The rush of power was cataclysmic. It dwarfed everything that had come before. The life force of a thousand men from the Triarchy fleet had been a river. The soul of a full-grown dragon was a tsunami. He felt Meleys's fire, her speed, her very essence being absorbed into his own, reinforcing his draconic nature, purifying his internal flame. The power settled into his bones, his blood, his soul. He felt a new, deeper connection to the Dovahzul, the words of power resonating with a clarity that was almost overwhelming.

Then he consumed Rhaenys.

Her life flooded his mind. It was not the chaotic torrent he had experienced from the mountain clansmen. This was the life of a Targaryen princess, a dragonrider, a queen in all but name. He saw the Red Keep through her eyes. He felt her love for Corlys Velaryon, her pride in her children, Laenor and Laena. He experienced her bitterness at being passed over for the throne, her sharp political acumen, her deep understanding of the courtly game. He absorbed her memories of flying, her knowledge of her fellow dragons, her tactical assessment of Vhagar's strengths and Caraxes's weaknesses. He saw, through her eyes, the faces of Aegon, Aemond, Rhaenyra, and Daemon, not as historical figures from a book, but as people she knew, with flaws he could exploit.

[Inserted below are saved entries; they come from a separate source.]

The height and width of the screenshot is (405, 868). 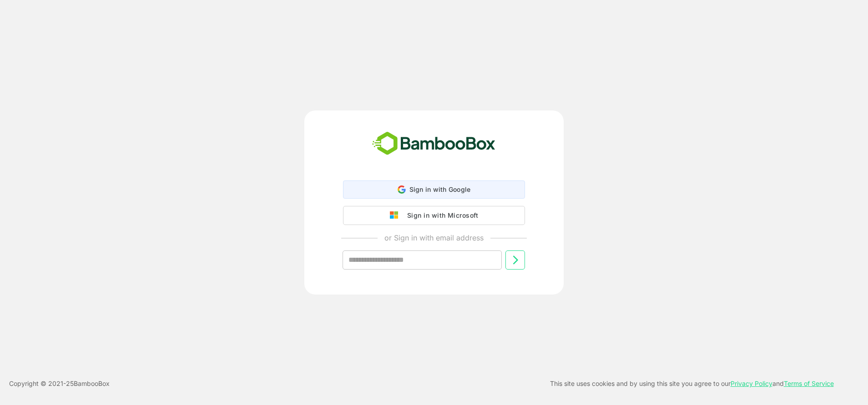 I want to click on div: Sign in with Microsoft, so click(x=440, y=216).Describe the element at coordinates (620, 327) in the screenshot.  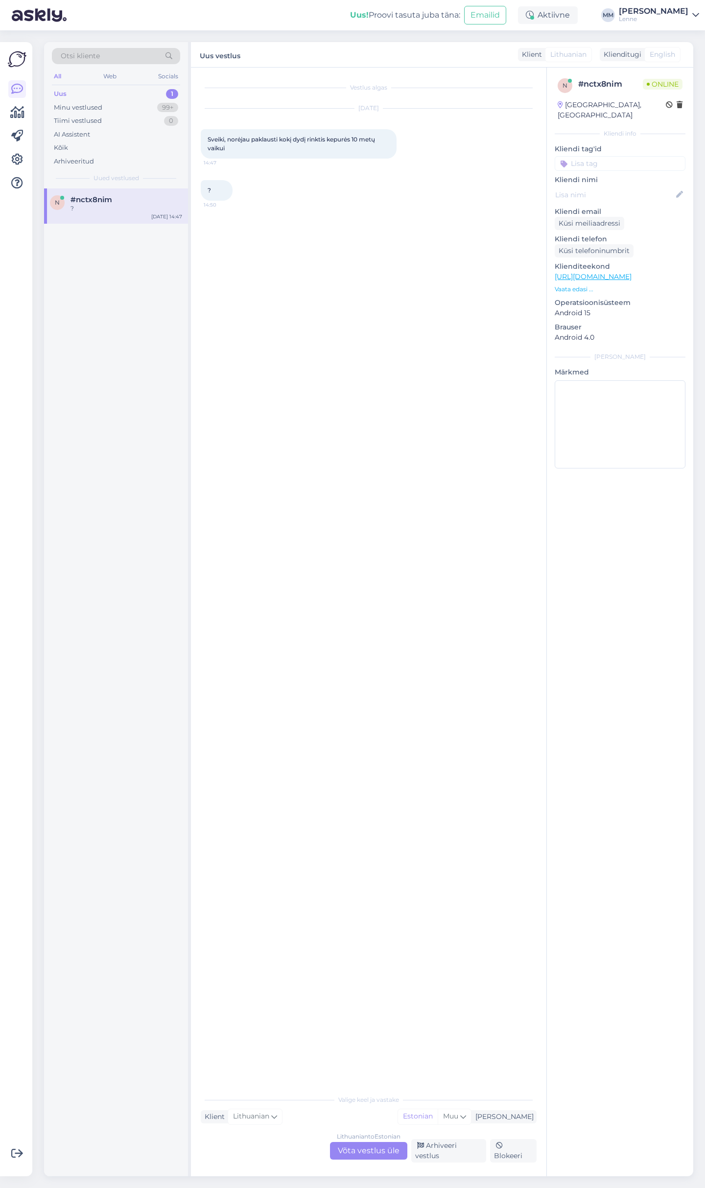
I see `p: Brauser` at that location.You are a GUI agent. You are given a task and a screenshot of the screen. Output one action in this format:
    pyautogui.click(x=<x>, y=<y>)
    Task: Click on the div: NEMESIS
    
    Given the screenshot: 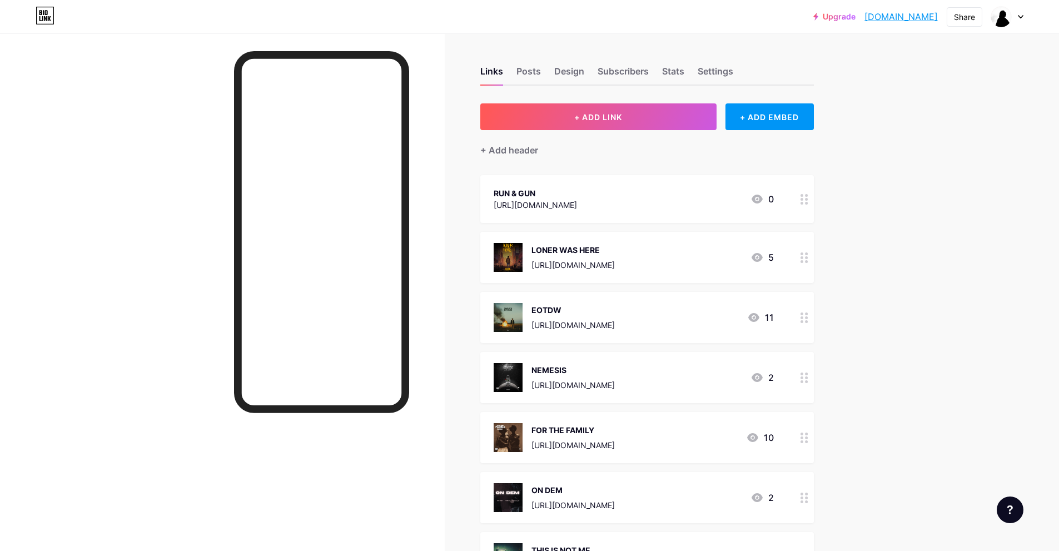 What is the action you would take?
    pyautogui.click(x=573, y=370)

It was an intelligence coup of unimaginable value. He now had the memories and experiences of one of the Black faction's most senior members. He understood their strategies, their fears, their hopes. He was no longer just an outside observer with a history book; he was an insider, armed with the secrets of one side and ready to hunt the other.

When it was over, Krosis-Krif lay in the crushing darkness of the abyss, the new power thrumming through him. His already immense size seemed to swell, his scales compacting and hardening even further. His mind, now containing the lifetimes of a man, a dragon, and a Targaryen princess, was a weapon of terrifying potency.

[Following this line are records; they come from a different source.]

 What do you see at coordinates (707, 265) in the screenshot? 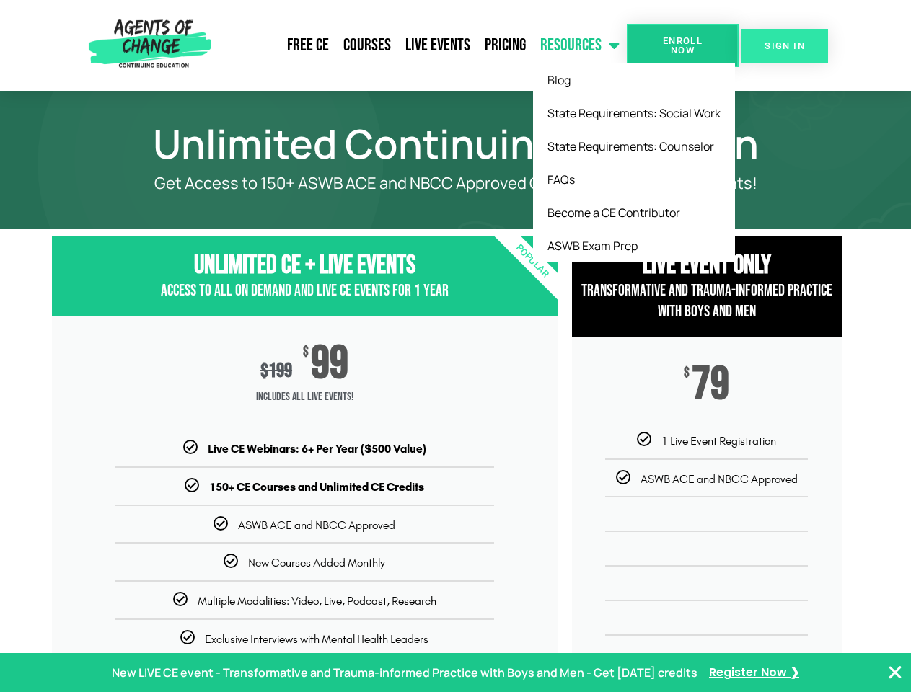
I see `h3: Live Event Only` at bounding box center [707, 265].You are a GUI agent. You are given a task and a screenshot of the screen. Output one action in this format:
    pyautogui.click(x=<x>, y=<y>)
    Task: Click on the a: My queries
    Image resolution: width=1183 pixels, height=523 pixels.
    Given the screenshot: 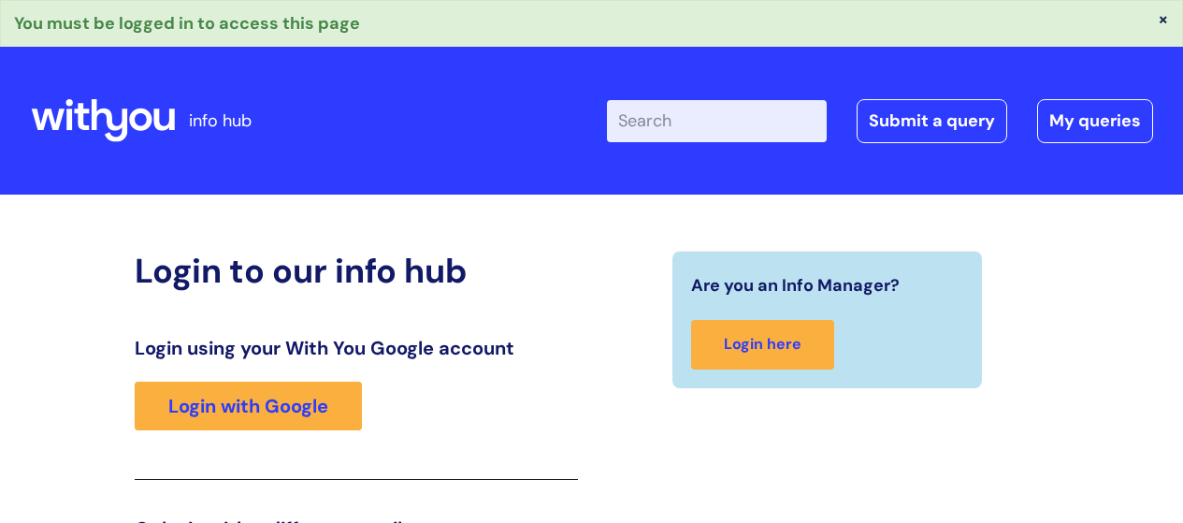 What is the action you would take?
    pyautogui.click(x=1095, y=121)
    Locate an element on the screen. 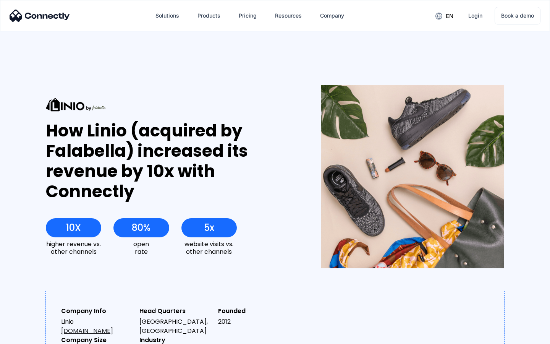 The image size is (550, 344). div: 5x is located at coordinates (209, 228).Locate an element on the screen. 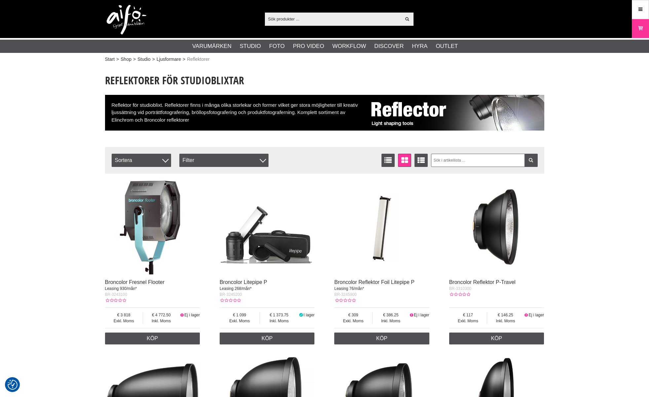 This screenshot has height=397, width=649. input: Sök produkter ... is located at coordinates (333, 19).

On Dragonstone, the sudden, inexplicable severing of Meleys's life signature would cause panic and confusion. Rhaenys, one of their most reliable assets, had simply vanished from the sky. They would find no body, no wreckage. They would blame the Greens, assuming it was a cowardly ambush, a new level of treachery, further fueling their hatred. The Greens, in turn, would be utterly baffled when their trap at Rook's Rest was sprung on an empty sky. The disappearance of the Red Queen would become a mystery, a ghost story whispered on both sides of the war.

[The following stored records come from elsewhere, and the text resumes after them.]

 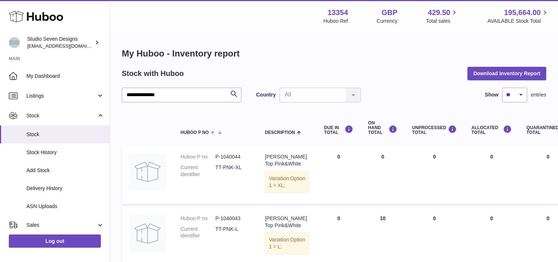 I want to click on span: 195,664.00, so click(x=523, y=12). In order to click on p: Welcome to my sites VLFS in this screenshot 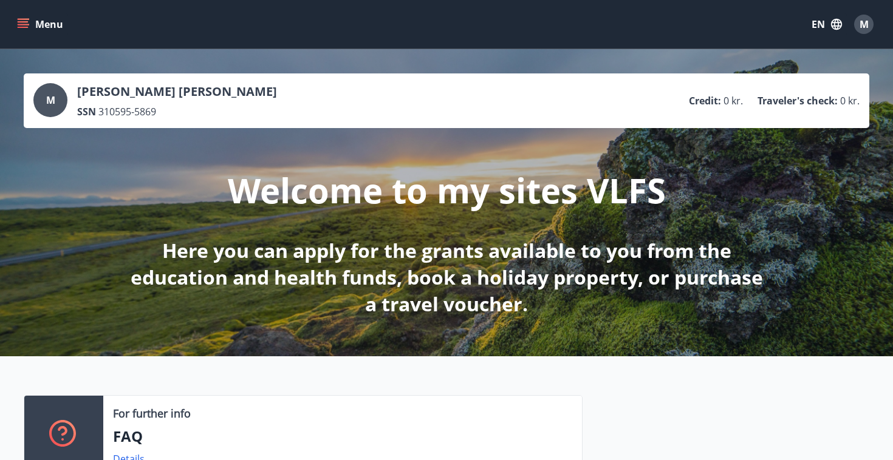, I will do `click(446, 190)`.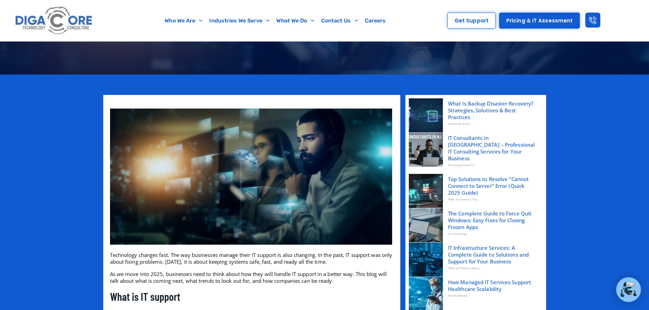 Image resolution: width=649 pixels, height=310 pixels. What do you see at coordinates (492, 234) in the screenshot?
I see `div: It’s frustrating...` at bounding box center [492, 234].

Krosis-Krif had achieved his goals perfectly. He had grown stronger, gained invaluable intelligence, and sown chaos and paranoia among his future prey. He was no longer just the Black Silence of the mountains. He was the Ghost of the Gullet, the Unseen, a third, terrifying power in a war that had only known two. He had taken the Red Queen, and now he would let the other pieces bleed, waiting for the next perfect moment to remove another from the board. The game had changed, and he was the only one who understood the new rules.